The latest issue in the comic book season 8 of Buffy the Vampire Slayer released this week, and it’s the final issue in Drew Goddard’s Wolves at the Gate arc, a story that delivers a number of gut punches and classic moments for a series that truly has transcended its television and movie origins. Spoilers and a review after the jump.
Buffy the Vampire Slayer #15
Writer: Drew Goddard
Artist: Georges Jeanty
What’s Going On:
The conclusion of the Wolves at the Gate arc opens with Renee the Vampire Slayer having been run through by the Slayer Scythe in the hands of one of the Japanese vampires that has been working to use the Scythe and Dracula’s arcane abilities to nullify Willow’s spell from the end of the Buffy TV series, thereby rendering all the newbie Slayers devoid of their superpowers. Got it? Good. There’s a lot of fighting here-nearly the whole issue, in fact-as the Scoobies and the Slayers face off against the vampiric army in Tokyo.
Lessons Learned Here:
- Jumping out a Tokyo skyscraper window is not like a diving board. Not like a diving board at all! Unless the pavement below you turns into water.
- Whenever things get Giant Robo-Dawn crazy, Andrew is your go-to man.
- Buffy’s still a little bit gay. For Eleanor Roosevelt.
How It Ends:
Willow is able to cast a spell that undoes the vampires’ plan to depower the Slayers. The Slayers kill the Japanese vampire clan with the help of Dracula, and Buffy recovers the Scythe. Satsu confesses that she can’t be around Buffy without loving her, and Buffy agrees to let Satsu be the field leader for the Slayers in Japan. And then they frolic.
Thoughts:
Drew Goddard’s run on the Buffy comic has had all the elements that made the TV show fantastic-suspense, comedy, tragedy, romance, and a great handle on the characters. I’m really going to miss his writing now that the arc is finished. There’s been so much great stuff in Wolves at the Gate that it’s hard to catalogue it all at once. Here’s a quick rundown of what’s really worked.
- Dracula has had some honest to goodness character development, to the point that he nearly became one of the Scoobies.
- Xander always has been the everyman of Buffy, and that makes the devastation of losing Renee all that more poignant. In the TV series, Xander’s love for Buffy went unrequited, his relationship with Cordelia was pretty much doomed from the beginning, and his true love with Anya was crushed by the army of the First in the season finale. Now in Season 8, he’s lost a love again, and the toll is visible in the closing page of this issue.
- Andrew never has been better, barring perhaps a few scenes from “Storyteller” in Season 7. His facility for dispatching Mecha-Dawn and his earlier lecture about Dracula in this arc make him one of the best things about the comic series.
- Georges Jeanty’s art has been dead-on throughout his run on the series. It’ll be neat to see Karl Moline coming on board next issue, but I’m definitely going to miss Jeanty’s craft and style with these characters.
And so the current story comes to an end, the arc wrapped up but not tidily. There will be repercussions from all of this, and I’m looking forward to how it all plays out. I’m also wondering when we’ll get back to seeing what the government is up to and what’s going on with Amy and skinless Warren. The next arc is “Time of Your Life,” written by Joss Whedon himself, with art by Karl Moline. They last teamed up for the Fray miniseries about a Slayer in the far future named Melaka Fray. The cover of issue #16 gives a hint of what we can expect from them in the next issue, but I’ll remain spoiler free for now.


Wherever a line of the data contains "theta", copy that line.

[Opening Material shown section]

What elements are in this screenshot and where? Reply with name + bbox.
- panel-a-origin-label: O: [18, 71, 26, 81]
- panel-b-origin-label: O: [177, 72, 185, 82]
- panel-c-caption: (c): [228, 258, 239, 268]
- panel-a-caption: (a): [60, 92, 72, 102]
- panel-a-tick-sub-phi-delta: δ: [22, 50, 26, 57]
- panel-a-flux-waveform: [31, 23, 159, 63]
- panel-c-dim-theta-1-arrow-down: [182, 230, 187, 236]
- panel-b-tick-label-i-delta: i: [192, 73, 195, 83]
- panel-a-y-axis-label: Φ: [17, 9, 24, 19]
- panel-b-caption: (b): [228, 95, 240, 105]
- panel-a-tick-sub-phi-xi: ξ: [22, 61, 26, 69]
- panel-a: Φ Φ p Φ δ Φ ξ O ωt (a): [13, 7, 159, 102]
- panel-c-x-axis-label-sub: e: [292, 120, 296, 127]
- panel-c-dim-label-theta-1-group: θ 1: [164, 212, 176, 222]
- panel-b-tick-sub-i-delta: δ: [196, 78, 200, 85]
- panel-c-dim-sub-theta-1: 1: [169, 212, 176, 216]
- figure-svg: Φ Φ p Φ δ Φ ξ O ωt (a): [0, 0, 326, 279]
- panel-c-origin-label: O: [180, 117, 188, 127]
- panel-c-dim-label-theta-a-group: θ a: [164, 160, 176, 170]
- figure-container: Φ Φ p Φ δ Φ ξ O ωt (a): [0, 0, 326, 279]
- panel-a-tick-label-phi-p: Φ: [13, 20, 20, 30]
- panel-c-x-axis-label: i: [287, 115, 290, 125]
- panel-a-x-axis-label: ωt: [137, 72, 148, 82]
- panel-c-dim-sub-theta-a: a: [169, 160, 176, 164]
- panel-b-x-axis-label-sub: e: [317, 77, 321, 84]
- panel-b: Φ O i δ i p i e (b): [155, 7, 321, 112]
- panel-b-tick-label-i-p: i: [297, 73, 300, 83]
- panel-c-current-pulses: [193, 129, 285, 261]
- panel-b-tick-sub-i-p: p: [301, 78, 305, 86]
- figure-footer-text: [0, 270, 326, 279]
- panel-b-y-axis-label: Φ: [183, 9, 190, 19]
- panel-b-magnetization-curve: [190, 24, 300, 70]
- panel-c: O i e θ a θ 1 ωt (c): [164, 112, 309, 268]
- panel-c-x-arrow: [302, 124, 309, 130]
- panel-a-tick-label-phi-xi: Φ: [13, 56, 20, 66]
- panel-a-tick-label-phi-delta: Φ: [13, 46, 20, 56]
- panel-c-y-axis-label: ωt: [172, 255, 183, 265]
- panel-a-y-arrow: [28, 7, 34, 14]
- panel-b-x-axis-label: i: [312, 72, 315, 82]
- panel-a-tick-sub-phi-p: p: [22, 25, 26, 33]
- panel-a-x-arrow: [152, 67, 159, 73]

[Closing Material shown section]

**Exercise solution**
- panel-c-dim-theta-1-arrow-down: [182, 230, 187, 236]
- panel-c-dim-label-theta-1-group: θ 1: [164, 212, 176, 222]
- panel-c-dim-sub-theta-1: 1: [169, 212, 176, 216]
- panel-c-dim-label-theta-a-group: θ a: [164, 160, 176, 170]
- panel-c-dim-sub-theta-a: a: [169, 160, 176, 164]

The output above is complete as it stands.